Yes. UK law gives employees the right to refuse to work in conditions they reasonably believe pose a serious and imminent danger. This is protected under both the Employment Rights Act 1996 and the Management of Health and Safety at Work Regulations 1999.
Legal Protections
- Section 44 of the Employment Rights Act 1996 — protects employees from detriment (e.g., loss of pay, disciplinary action) for leaving or refusing to return to a workplace they reasonably believe poses serious and imminent danger
- Section 100 of the Employment Rights Act 1996 — makes dismissal for health and safety reasons automatically unfair, with no qualifying service period required
- Regulation 8 of the Management Regulations — requires employers to have procedures for serious and imminent danger, including allowing employees to stop work and move to a safe place
When Can an Employee Refuse?
The belief in danger must be reasonable.

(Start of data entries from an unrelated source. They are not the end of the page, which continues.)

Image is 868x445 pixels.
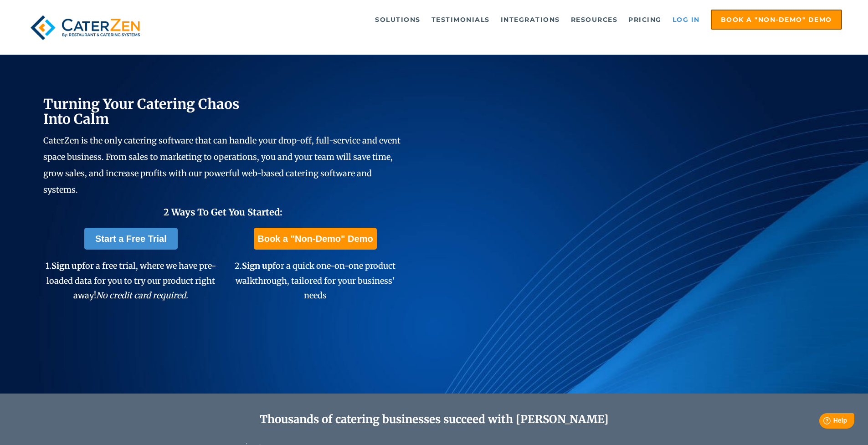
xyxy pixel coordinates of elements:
span: Sign up [52,260,82,271]
a: Book a "Non-Demo" Demo [254,228,376,250]
a: Integrations [496,10,564,29]
a: Log in [668,10,704,29]
span: Sign up [242,260,272,271]
a: Pricing [624,10,666,29]
a: Resources [566,10,622,29]
a: Start a Free Trial [84,228,177,250]
span: 2 Ways To Get You Started: [163,206,282,217]
span: Turning Your Catering Chaos Into Calm [43,95,239,127]
span: 1. for a free trial, where we have pre-loaded data for you to try our product right away! [46,260,216,301]
iframe: Help widget launcher [787,409,858,435]
img: caterzen [26,10,145,46]
span: 2. for a quick one-on-one product walkthrough, tailored for your business' needs [234,260,395,301]
em: No credit card required. [96,290,188,301]
a: Testimonials [427,10,494,29]
a: Solutions [371,10,425,29]
span: CaterZen is the only catering software that can handle your drop-off, full-service and event spac... [43,135,400,195]
div: Navigation Menu [165,10,842,30]
a: Book a "Non-Demo" Demo [711,10,842,30]
h2: Thousands of catering businesses succeed with [PERSON_NAME] [87,413,781,426]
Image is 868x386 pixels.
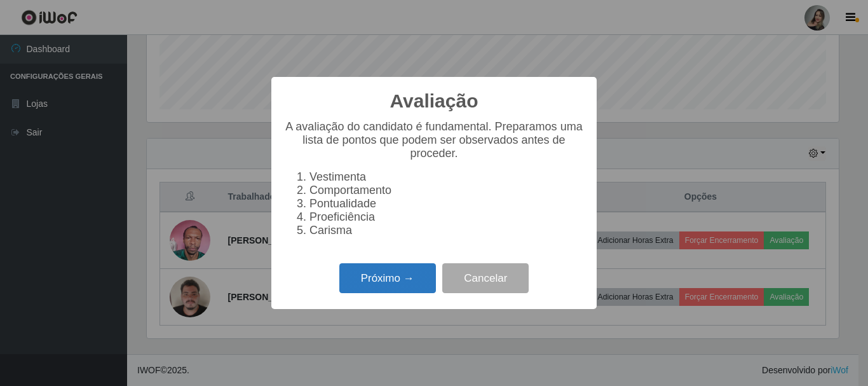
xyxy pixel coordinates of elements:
li: Carisma [309,224,584,237]
p: A avaliação do candidato é fundamental. Preparamos uma lista de pontos que podem ser observados a... [284,120,584,160]
button: Próximo → [340,263,436,293]
button: Cancelar [442,263,529,293]
h2: Avaliação [391,90,479,113]
li: Vestimenta [309,170,584,184]
li: Comportamento [309,184,584,197]
li: Pontualidade [309,197,584,210]
li: Proeficiência [309,210,584,224]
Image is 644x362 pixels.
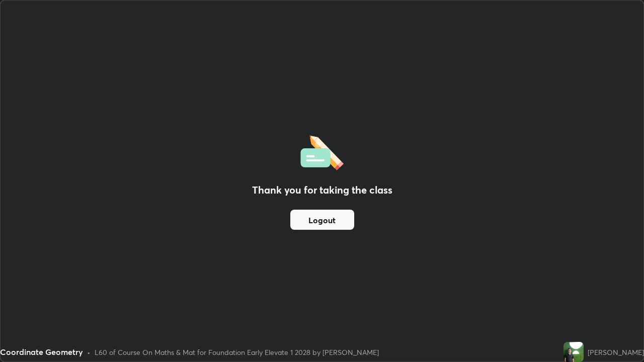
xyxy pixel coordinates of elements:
img: offlineFeedback.1438e8b3.svg [301,132,343,170]
button: Logout [291,210,354,230]
div: [PERSON_NAME] [588,347,644,357]
div: L60 of Course On Maths & Mat for Foundation Early Elevate 1 2028 by [PERSON_NAME] [95,347,379,357]
img: 07af4a6ca9dc4f72ab9e6df0c4dce46d.jpg [563,342,583,362]
h2: Thank you for taking the class [252,183,392,197]
div: • [87,347,91,357]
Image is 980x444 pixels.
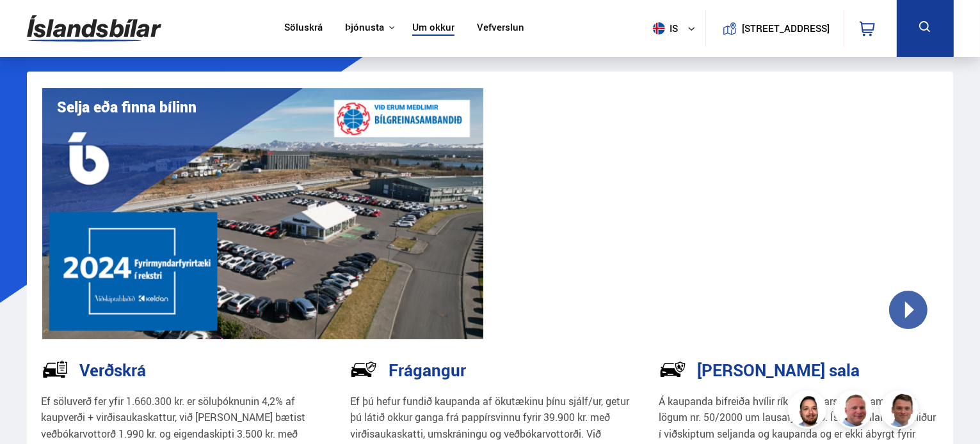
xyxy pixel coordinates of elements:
button: is [648,10,705,48]
a: [STREET_ADDRESS] [712,11,836,47]
img: eKx6w-_Home_640_.png [42,88,484,340]
a: Um okkur [412,22,454,35]
a: Söluskrá [284,22,322,35]
img: svg+xml;base64,PHN2ZyB4bWxucz0iaHR0cDovL3d3dy53My5vcmcvMjAwMC9zdmciIHdpZHRoPSI1MTIiIGhlaWdodD0iNT... [653,22,665,34]
img: G0Ugv5HjCgRt.svg [27,8,161,49]
h3: Frágangur [388,361,466,380]
h3: [PERSON_NAME] sala [697,361,860,380]
img: NP-R9RrMhXQFCiaa.svg [350,356,377,383]
a: Vefverslun [477,22,524,35]
button: [STREET_ADDRESS] [747,23,825,34]
img: FbJEzSuNWCJXmdc-.webp [882,392,920,431]
img: tr5P-W3DuiFaO7aO.svg [41,356,69,383]
img: siFngHWaQ9KaOqBr.png [836,392,874,431]
img: -Svtn6bYgwAsiwNX.svg [659,356,686,383]
h1: Selja eða finna bílinn [57,99,197,116]
button: Open LiveChat chat widget [11,5,48,43]
button: Þjónusta [345,22,384,34]
span: is [648,22,679,34]
h3: Verðskrá [80,361,147,380]
img: nhp88E3Fdnt1Opn2.png [789,392,828,431]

Relevant factors include:
- The nature and severity of the perceived risk
- Whether the employee raised concerns with the employer first
- Whether the employer failed to act on those concerns
- Whether a reasonable person in the same position would have the same concern
What Employers Should Do
- Take every concern seriously — investigate promptly, even if you believe the concern is unfounded
- Never discipline or dismiss an employee for raising genuine health and safety concerns
- Document everything — record the concern, your investigation, and the outcome
- Fix the issue — if a genuine hazard is identified, resolve it before asking employees to resume work
Our site inspection service can assess whether conditions are safe. Request an inspection.